When Thinking Twice Makes You Wrong

An anxious person finishes a test question. They know the answer. Then they sit there, reconsidering. Thirty seconds later, they’re less sure. A minute after that, they’re convinced they’ve failed. The extra time didn’t help them think more clearly. It gave their brain more runway to catastrophise.

Women doing the same task show a different pattern. Initial doubt, yes. But the longer they sit with the decision, the more that doubt fades. Same hesitation on the surface. Opposite direction underneath.

University College London researchers have spent four experiments working out why, and the answer isn’t about personality or socialisation. It’s computational. The two groups are running different programmes in their heads, both producing underconfidence, neither producing it the same way.

What Happens in the Gap

Most psychology experiments treat the pause between making a choice and reporting confidence as dead time. Dr Sucharit Katyal’s team tracked it obsessively. They ran 1,447 people through simple perceptual tasks—more red dots or blue dots, that kind of thing—then measured not just confidence ratings but how long people sat before giving them.

For high-anxiety participants, longer pauses meant lower confidence. For women, the reverse.

“We identified two different types of underconfidence,” Katyal says. Same output, different engine.

Negative Drift

The researchers used drift-diffusion modelling, borrowed from neuroscience, to simulate how evidence accumulates in the brain. In most people, once you’ve made a decision, the accumulation stops. The verdict’s in.

Not for anxious participants. Their brains kept piling up evidence after the task ended, except the new evidence was contaminated. Biased. Doom-flavoured. The technical term is “negative drift,” which undersells how brutal it is: your mind continuing to argue against you even when there’s nothing left to argue about.

The longer an anxious person reflected, the more their metacognitive efficiency collapsed. That’s the term for how well your gut sense of performance matches reality. Anxiety turned the gut sense into static.

Thresholds, Not Spirals

Women showed no negative drift at all. Doubt spiked immediately after a decision, then declined. No rumination. No invented catastrophe. Just a stricter threshold for what counts as “confident.”

The model suggests women aren’t misjudging their performance. They’re applying a harsher conversion rate when translating “I think I got this” into a number. Extra time gave them space to check the actual evidence rather than defer to the reflex.

Critically, women without anxiety had normal metacognitive efficiency. Cautious, not miscalibrated.

“By revealing the mechanisms behind these biases, we may be able to design targeted interventions,” Professor Steve Fleming, a co-author at UCL, says. “For example, helping anxious individuals interrupt the accumulation of negative self-evaluations.”

The practical conclusion cuts both ways. Anxious people might do better trusting their first answer before the spiral starts. Women—or anyone with threshold-based doubt—could benefit from deliberate slowdown. One visible problem, two invisible machines. In a hiring decision or an operating theatre, knowing which doubt you’re dealing with might matter more than the doubt itself.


Exercise requirements:
List all the lines in these records that hold "this".

Data extract:
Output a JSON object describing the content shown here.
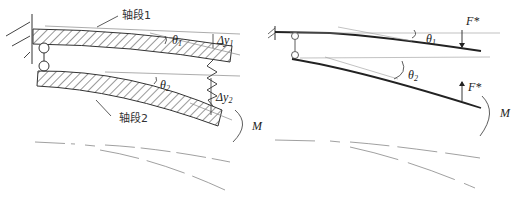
{
  "left_figure": {
    "labels": {
      "shaft_segment_1": "轴段1",
      "shaft_segment_2": "轴段2",
      "theta1": "θ",
      "theta1_sub": "1",
      "theta2": "θ",
      "theta2_sub": "2",
      "delta_y1": "Δy",
      "delta_y1_sub": "1",
      "delta_y2": "Δy",
      "delta_y2_sub": "2",
      "moment": "M"
    }
  },
  "right_figure": {
    "labels": {
      "force_top": "F*",
      "force_bottom": "F*",
      "theta1": "θ",
      "theta1_sub": "1",
      "theta2": "θ",
      "theta2_sub": "2",
      "moment": "M"
    }
  },
  "colors": {
    "line": "#222222",
    "thin_line": "#888888",
    "hatch": "#333333"
  }
}
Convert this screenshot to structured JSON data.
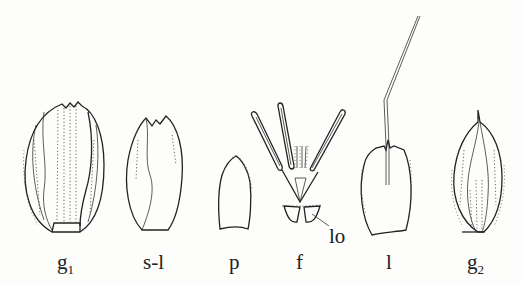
{
  "figure": {
    "parts": [
      {
        "id": "g1",
        "label": "g",
        "sub": "1",
        "description": "lower glume"
      },
      {
        "id": "s-l",
        "label": "s-l",
        "sub": "",
        "description": "sterile lemma"
      },
      {
        "id": "p",
        "label": "p",
        "sub": "",
        "description": "palea"
      },
      {
        "id": "f",
        "label": "f",
        "sub": "",
        "description": "flower"
      },
      {
        "id": "lo",
        "label": "lo",
        "sub": "",
        "description": "lodicules"
      },
      {
        "id": "l",
        "label": "l",
        "sub": "",
        "description": "lemma with awn"
      },
      {
        "id": "g2",
        "label": "g",
        "sub": "2",
        "description": "upper glume"
      }
    ]
  }
}
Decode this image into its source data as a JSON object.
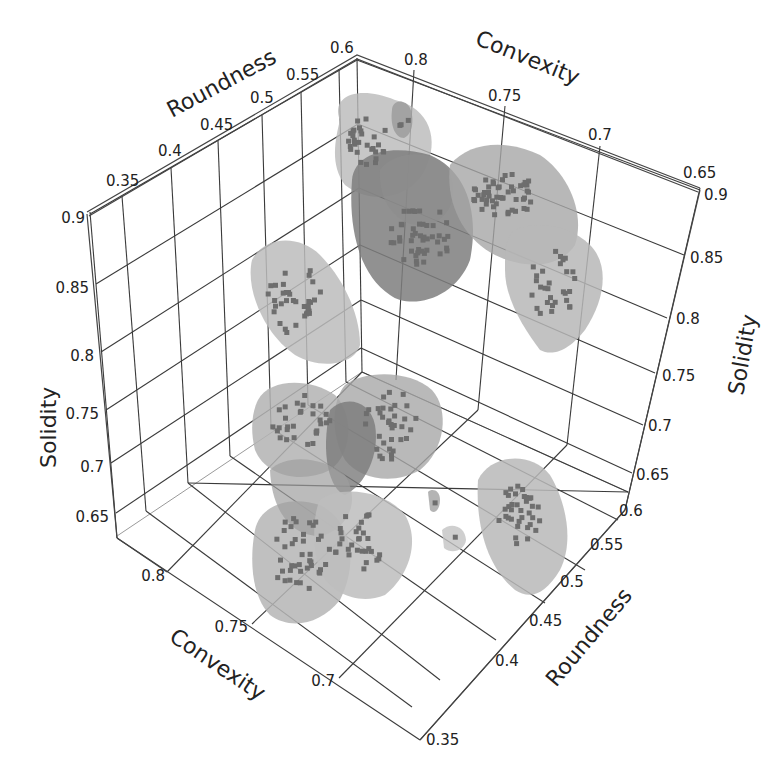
{
  "chart_data": {
    "type": "scatter3d",
    "title": "",
    "axes": {
      "x": {
        "label": "Roundness",
        "ticks": [
          "0.35",
          "0.4",
          "0.45",
          "0.5",
          "0.55",
          "0.6"
        ],
        "range": [
          0.33,
          0.6
        ]
      },
      "y": {
        "label": "Convexity",
        "ticks": [
          "0.8",
          "0.75",
          "0.7",
          "0.65"
        ],
        "range": [
          0.65,
          0.82
        ]
      },
      "z": {
        "label": "Solidity",
        "ticks": [
          "0.9",
          "0.85",
          "0.8",
          "0.75",
          "0.7",
          "0.65"
        ],
        "range": [
          0.63,
          0.9
        ]
      }
    },
    "grid": true,
    "legend": null,
    "render": "point clouds with translucent grey isosurface blobs per cluster",
    "clusters": [
      {
        "id": 1,
        "roundness": 0.58,
        "convexity": 0.79,
        "solidity": 0.86,
        "approx_points": 30
      },
      {
        "id": 2,
        "roundness": 0.56,
        "convexity": 0.76,
        "solidity": 0.84,
        "approx_points": 45
      },
      {
        "id": 3,
        "roundness": 0.58,
        "convexity": 0.73,
        "solidity": 0.87,
        "approx_points": 50
      },
      {
        "id": 4,
        "roundness": 0.6,
        "convexity": 0.7,
        "solidity": 0.83,
        "approx_points": 30
      },
      {
        "id": 5,
        "roundness": 0.42,
        "convexity": 0.8,
        "solidity": 0.84,
        "approx_points": 35
      },
      {
        "id": 6,
        "roundness": 0.45,
        "convexity": 0.79,
        "solidity": 0.71,
        "approx_points": 30
      },
      {
        "id": 7,
        "roundness": 0.5,
        "convexity": 0.76,
        "solidity": 0.72,
        "approx_points": 35
      },
      {
        "id": 8,
        "roundness": 0.45,
        "convexity": 0.77,
        "solidity": 0.66,
        "approx_points": 40
      },
      {
        "id": 9,
        "roundness": 0.5,
        "convexity": 0.74,
        "solidity": 0.66,
        "approx_points": 30
      },
      {
        "id": 10,
        "roundness": 0.55,
        "convexity": 0.68,
        "solidity": 0.67,
        "approx_points": 35
      }
    ]
  },
  "labels": {
    "roundness_top": "Roundness",
    "convexity_top": "Convexity",
    "solidity_left": "Solidity",
    "solidity_right": "Solidity",
    "convexity_bottom": "Convexity",
    "roundness_bottom": "Roundness"
  },
  "ticks": {
    "roundness_top": [
      "0.35",
      "0.4",
      "0.45",
      "0.5",
      "0.55",
      "0.6"
    ],
    "convexity_top": [
      "0.8",
      "0.75",
      "0.7",
      "0.65"
    ],
    "solidity_left": [
      "0.9",
      "0.85",
      "0.8",
      "0.75",
      "0.7",
      "0.65"
    ],
    "solidity_right": [
      "0.9",
      "0.85",
      "0.8",
      "0.75",
      "0.7",
      "0.65"
    ],
    "convexity_bottom": [
      "0.8",
      "0.75",
      "0.7"
    ],
    "roundness_bottom": [
      "0.6",
      "0.55",
      "0.5",
      "0.45",
      "0.4",
      "0.35"
    ]
  },
  "colors": {
    "grid": "#3a3a3a",
    "blob_light": "#c8c8c8",
    "blob_mid": "#a9a9a9",
    "blob_dark": "#7d7d7d",
    "point": "#6e6e6e",
    "text": "#222222"
  }
}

Expected output:
Convert this screenshot to structured JSON data.
Decode this image into its source data as a JSON object.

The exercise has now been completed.